Quick Pitch: First Horizon Corporation (FHN)


Merger Arbitrage – Upside TBD

The merger spread of TD and First Horizon Corporation blew up and now stands at 54%, almost a triple from the 20% just several days ago. FHN shares dropped down this week following the collapse of SVB. FHN is more or less a standard commercial bank with solid capital ratios and it’s unlikely that the SVB debacle might’ve impacted either the regulatory review or FHN’s attractiveness to TD in any meaningful way. The key thing that has changed, is that with all the banking shares down significantly over the last week, TD has much more leverage to negotiate the merger price lower. As already noted above, this is a large-cap transaction with a wide following among investors/analysts, and therefore FHN’s market price is very likely to correctly reflect the situation. The merger itself entails some serious risks, which I am detailing a bit more below.

The largest Canadian bank TD Bank Group ($107bn market cap) is buying FHN at $25/share in cash (plus a small monthly uptick). The merger was announced in February last year and would allow TD to significantly expand its presence in the US, particularly in the Southeast region. TD’s US franchise would become the 6th largest bank in the US. Shareholder approval has already been received and the remaining risks are twofold – pending regulatory approvals (US and Canada) and a likely cut in merger consideration price. Till this week, the market used to price both of these risks at a c. 20% spread.

Initially, the market considered the regulatory risk to be minor and the spread hovered around 2% till the beginning of March. The spread widened to 15-20% after the announcement that the regulatory approvals won’t happen by the merger’s outside date of May 27. The reason behind the delay wasn’t detailed and the overall visibility into the regulatory review process has been opaque so far. Furthermore, on TD’s conference call (March 2) the CEO noted that both parties have already started negotiating a potential price cut. This is not really that surprising as the offer valued FHN at 2.3x TBV at the time of announcement. This seemed quite expensive for a 10-13% ROE-generating bank. Since then, the US bank indices are down 35% (e.g. Regional Banking ETF KRE). Another concerning issue is that FHN has recently started bleeding deposits with a 10% decline over the last two quarters. This significantly outpaces the average deposits outflow in US commercial banks (around 1%). The reason for the decline in FHN’s deposits hasn’t been detailed.

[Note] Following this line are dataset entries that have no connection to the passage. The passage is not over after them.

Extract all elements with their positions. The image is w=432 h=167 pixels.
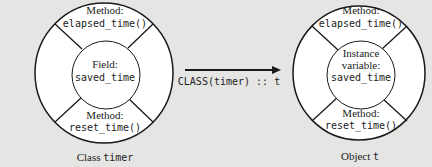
object-bottom-method-label: Method:	[342, 107, 379, 119]
class-bottom-method-label: Method:	[86, 109, 123, 121]
class-field-label: Field:	[92, 58, 118, 70]
object-instance-name: saved_time	[331, 72, 391, 84]
diagram-canvas: Method: elapsed_time() Field: saved_time…	[0, 0, 432, 167]
class-bottom-method-name: reset_time()	[69, 122, 141, 134]
object-top-method-label: Method:	[342, 4, 379, 16]
class-top-method-name: elapsed_time()	[63, 18, 147, 30]
caption-prefix: Class	[77, 151, 101, 163]
arrowhead-icon	[272, 66, 281, 74]
object-instance-label-2: variable:	[342, 59, 380, 71]
class-timer-diagram: Method: elapsed_time() Field: saved_time…	[35, 3, 173, 163]
instantiation-arrow: CLASS(timer) :: t	[178, 66, 281, 87]
caption-name: timer	[103, 152, 133, 163]
class-caption: Class timer	[77, 151, 134, 163]
arrow-label: CLASS(timer) :: t	[178, 76, 280, 87]
object-caption: Object t	[341, 150, 379, 162]
class-top-method-label: Method:	[86, 4, 123, 16]
caption-prefix: Object	[341, 150, 370, 162]
object-top-method-name: elapsed_time()	[319, 18, 403, 30]
object-instance-label-1: Instance	[343, 47, 380, 59]
caption-name: t	[373, 151, 379, 162]
class-field-name: saved_time	[75, 72, 135, 84]
object-bottom-method-name: reset_time()	[325, 120, 397, 132]
object-t-diagram: Method: elapsed_time() Instance variable…	[293, 4, 425, 162]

I do not think TD will drop this merger altogether when the outside date passes. So far, TD’s CEO has been continuously praising the transaction and again reaffirmed the buyer’s commitment multiple times in the conference call at the beginning of March. However, lower bank valuations across the board (KRE is down 25% over the last week), obviously help TD to negotiate the acquisition price lower and maybe that accounts for the bulk of a widened spread in this merger arb. A reduced acquisition offer seems to be the most likely outcome.

In case the merger breaks, the downside is probably at around $11/share assuming a similar decline in FHN share price from merger pre-announcement levels as for KRE.